One of the features of Islam is that it regulates institutions and makes it contractual. Slavery is an institution like marriage and prostitution. The Koran makes marriage contractual, has never forbidden slavery and allows you to have slave girls who can choose to manumit themselves through prostitution.
24:33
And let those who find not the financial means for marriage keep themselves chaste, until Allah enriches them of His Bounty. And such of your slaves as seek a writing (of emancipation), give them such writing, if you know that they are good and trustworthy. And give them something yourselves out of the wealth of Allah which He has bestowed upon you. And force not your maids to prostitution, if they desire chastity, in order that you may make a gain in the (perishable) goods of this worldly life. But if anyone compels them (to prostitution), then after such compulsion, Allah is Oft-Forgiving, Most Merciful (to those women, i.e. He will forgive them because they have been forced to do this evil action unwillingly).

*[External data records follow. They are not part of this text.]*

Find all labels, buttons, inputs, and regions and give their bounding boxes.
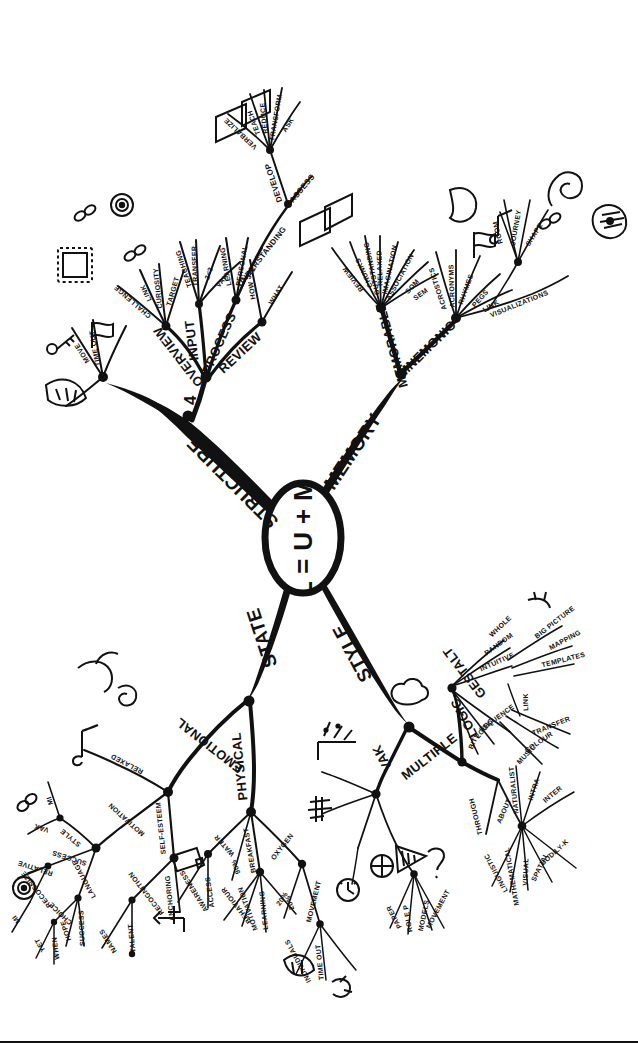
label-success[interactable]: SUCCESS	[51, 849, 87, 867]
fan-shell-icon	[46, 379, 86, 405]
curiosity-glasses-icon	[123, 243, 147, 262]
label-s-movement[interactable]: MOVEMENT	[425, 888, 451, 929]
dot-structure-tip	[98, 372, 108, 382]
physical-stem	[250, 702, 254, 812]
dot-breakfast-hub	[256, 868, 264, 876]
label-mnemonic[interactable]: MNEMONIC	[395, 317, 459, 380]
label-shape[interactable]: SHAPE	[524, 222, 544, 247]
dot-movement-hub	[316, 920, 324, 928]
label-individuals[interactable]: INDIVIDUALS	[283, 938, 312, 984]
label-about[interactable]: ABOUT	[495, 797, 512, 824]
label-names[interactable]: NAMES	[98, 928, 118, 954]
label-ox-20[interactable]: 20%	[284, 894, 295, 911]
binoculars-icon	[16, 792, 39, 813]
st-extra	[103, 326, 126, 377]
dot-water-hub	[204, 850, 212, 858]
clock-icon	[337, 879, 359, 901]
moon-face-icon	[450, 188, 476, 221]
label-access[interactable]: ACCESS	[204, 877, 215, 909]
vk-b	[322, 794, 376, 814]
label-paper[interactable]: PAPER	[385, 904, 403, 929]
branch-label-memory[interactable]: MEMORY	[320, 410, 386, 494]
dot-style-node	[404, 722, 415, 733]
dot-develop-hub	[266, 146, 274, 154]
cone-icon	[396, 846, 426, 872]
label-ask[interactable]: ASK	[281, 116, 295, 133]
label-mi2[interactable]: MI	[11, 914, 22, 925]
label-mstyle[interactable]: STYLE	[59, 827, 82, 848]
label-what[interactable]: WHAT	[267, 283, 285, 305]
dot-oxygen-hub	[298, 860, 306, 868]
label-2lt3[interactable]: 2<3	[203, 266, 214, 280]
camera-icon	[332, 976, 352, 997]
label-physical[interactable]: PHYSICAL	[229, 732, 251, 801]
dot-vis-hub	[514, 258, 522, 266]
label-journey[interactable]: JOURNEY	[509, 209, 522, 246]
dot-language-hub	[74, 894, 81, 901]
dot-gestaltlogic-hub	[447, 683, 456, 692]
label-success2[interactable]: SUCCESS	[77, 910, 85, 946]
label-m-relaxed[interactable]: RELAXED	[375, 250, 383, 286]
bird-icon	[78, 652, 118, 692]
dot-state-node	[244, 696, 255, 707]
dot-mnemonic-hub	[451, 313, 461, 323]
label-acronyms[interactable]: ACRONYMS	[447, 264, 456, 307]
label-oxygen[interactable]: OXYGEN	[269, 832, 294, 861]
label-intra[interactable]: INTRA	[527, 777, 541, 801]
dot-structure-node	[183, 411, 194, 422]
label-movement[interactable]: MOVEMENT	[305, 879, 322, 923]
vk-a	[322, 772, 376, 794]
dot-choice-hub	[51, 919, 57, 925]
em-relaxed	[84, 750, 168, 792]
label-selfesteem[interactable]: SELF-ESTEEM	[154, 802, 166, 855]
mn-visualizations	[456, 276, 568, 318]
label-mathematical[interactable]: MATHEMATICAL	[503, 846, 520, 906]
sun-burst-icon	[528, 592, 550, 608]
label-yet[interactable]: YET	[33, 937, 46, 953]
label-talent[interactable]: TALENT	[126, 923, 136, 953]
label-assess[interactable]: ASSESS	[288, 172, 317, 204]
ab-bodilyk	[522, 826, 576, 868]
label-visual[interactable]: VISUAL	[522, 858, 530, 886]
label-g-link[interactable]: LINK	[522, 693, 530, 711]
scribble-text-icon	[308, 796, 332, 822]
spiral-icon	[118, 686, 136, 706]
dot-about-hub	[518, 822, 527, 831]
dot-vaklower-hub	[410, 870, 418, 878]
label-anchoring[interactable]: ANCHORING	[164, 875, 176, 922]
logic-cloud-icon	[392, 679, 428, 705]
glasses-icon	[73, 203, 97, 222]
label-p-learning[interactable]: LEARNING	[258, 890, 269, 930]
dot-input-hub	[195, 300, 203, 308]
gesture-icon	[318, 722, 356, 760]
dot-mstyle-hub	[56, 814, 63, 821]
label-four[interactable]: 4	[181, 395, 200, 405]
label-90[interactable]: 90%	[230, 858, 242, 875]
center-label: L = U + M	[288, 479, 318, 597]
music-note-icon	[73, 725, 98, 765]
label-gestalt[interactable]: GESTALT	[440, 644, 489, 701]
target-icon	[111, 194, 133, 216]
dot-multiple-hub	[457, 757, 466, 766]
label-through[interactable]: THROUGH	[468, 798, 484, 836]
question-icon	[428, 849, 444, 878]
label-mstyle-vak[interactable]: VAK	[33, 823, 50, 834]
ph-mv-extra	[320, 924, 356, 970]
mindmap-drawing: L = U + M STRUCTURE MEMORY STATE STYLE 4…	[0, 0, 638, 1043]
ml-through	[486, 780, 498, 834]
label-room[interactable]: ROOM	[491, 221, 503, 245]
dot-emotional-hub	[163, 787, 173, 797]
vk-clock-stem	[352, 848, 358, 884]
stamp-icon	[58, 248, 92, 282]
label-when[interactable]: WHEN	[50, 937, 60, 960]
dot-process-hub	[232, 296, 241, 305]
swirl-icon	[549, 172, 582, 206]
mindmap-canvas: L = U + M STRUCTURE MEMORY STATE STYLE 4…	[0, 0, 638, 1043]
vk-c	[358, 794, 376, 848]
key-icon	[47, 335, 74, 354]
dot-motivation-hub	[92, 844, 101, 853]
label-rolep[interactable]: ROLE P	[402, 904, 414, 933]
branch-label-structure[interactable]: STRUCTURE	[183, 433, 283, 533]
label-transfer[interactable]: TRANSFER	[190, 246, 198, 287]
leaf-eye-icon	[593, 205, 627, 238]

The taking of slave girls is a well-established convention of war going back to Trojan times.
https://en.wikipedia.org/wiki/Briseis
In Greek mythology, Briseis, a daughter of Briseus, was a princess of Lyrnessus. Briseis was said to have had long golden hair, blue eyes, and fair skin and she was considered to be very beautiful and clever. Her husband was Mynes. When Achilles led the assault on Lyrnessus during the Trojan War, she was captured and her family (including her father, mother, three brothers and husband) died at his hands. She was subsequently given to Achilles as a war prize to be his concubine. In the Trojan War, captive women like Briseis were regarded as slaves and could be traded amongst the warriors.
Achilles' surrender of Briseis to Agamemnon, from the House of the Tragic Poet in Pompeii, fresco, 1st century AD, now in the Naples National Archaeological Museum |
Islamophobes will see no contradiciton in claiming that Achilles was both semi-divine and heroic while regarding Muslims practising the same ancient and well-established convention of warfare as barbaric and base.
Batten calls Islam "totalitarian" and equates it with Nazism and Communism even though it has been said that 2:256 of the Koran was the basis for the First Amendment.
http://thevoiceofreason-ann.blogspot.com/2017/05/the-first-amendment-was-derived-from.html
It is in fact Christianity that is "totalitarian" since the Doctrine of the Trinity is all about establishing the principle that if you don't believe that an executed revolutionary is the co-equal of the eternal and supreme Abrahamic God, you ain't Christian and only good Christians go to heaven.
He goes on to say that all Muslim countries are "repressive regimes and in conflict internally". Libya was doing fine until NATO decided to topple Gaddafi and steal its oil. It is not exactly unknown for the West to practise a system of divide and rule to get the different factions of a country fighitng each other and pay mercenaries to destabilise and overthrow established governments who are not deemed democratic by the West.
Russia is technically a liberal democracy, but that does not prevent Western media insisting that Putin is a dictator operating a repressive and corrupt regime.
Batten says Muslims are responsible for "industrialised sexual exploitation for money for their own perverted purposes". Is doing something for money a perverted purpose? He claims Muslims have "an ideological justification" for being pimps (which is another term for sex trafficker). I wonder which verse in the Koran he is referring to!
Islam, he says is a "death cult". What is a "death cult" anyway? While Islamophobes are happy to equate "death cult" with Islam, the more objective might care to remember that Islam is one of the three Abrahamic faiths. Can the Islamophobes who call Islam a "death cult" give another example of one, or was the term invented specially and only for Islam?
UKIP would repeal hate speech guidelines, abolish the Equality Act of 2010, shut down the Equalities and Human Rights Commission and the government Equalities Office. (I am actually in favour of this.)